Credit: Wall St Journal
A new collection of Liu Xiaobo’s writings demonstrates that the Chinese dissident has much in common with Vaclav Havel, writes Ellen Bork, “chiefly a faith in individuals and the impact they can have on a totalitarian system”:
The title “No Enemies, No Hatred” is taken from the June 2, 1989, announcement by Mr. Liu and a few comrades of a hunger strike at Tiananmen Square. Several essays and poems, and his final statement to the court, reflect the profound influence on Mr. Liu of the Tiananmen protests and massacre—events the Party still distorts and denies. In 1989, Mr. Liu, then a visiting professor of literature in New York, came home to join the protesters, consciously rejecting what he saw as the passivity of most Chinese intellectuals. On the night of June 3-4, as troops advanced, killing indiscriminately, Mr. Liu saved lives by persuading students to leave Tiananmen and negotiating their safe passage. He survived but retained a burden of guilt about his comparatively mild prison experience (“deathly bored . . . but that’s about it”), his forced “confession” and the disproportionate attention “luminaries” received for their role in the protests
“Moral authority, in the popular view, lies increasingly with the people,” he writes.
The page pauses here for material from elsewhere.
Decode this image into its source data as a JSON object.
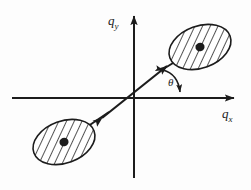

But Liu is no purist, notes Bork, director of democracy and human rights at the Foreign Policy Initiative:
He urges tolerance and respect, including for those working inside the system. Nevertheless, he distinguishes between tolerance and compromising on principle, warning that “when the ‘rise’ of a large dictatorial state that commands rapidly increasing economic strength meets with no effective deterrence from outside, but only an attitude of appeasement . . . the results will not only be another catastrophe for the Chinese people but likely also a disaster for the spread of liberal democracy in the world.”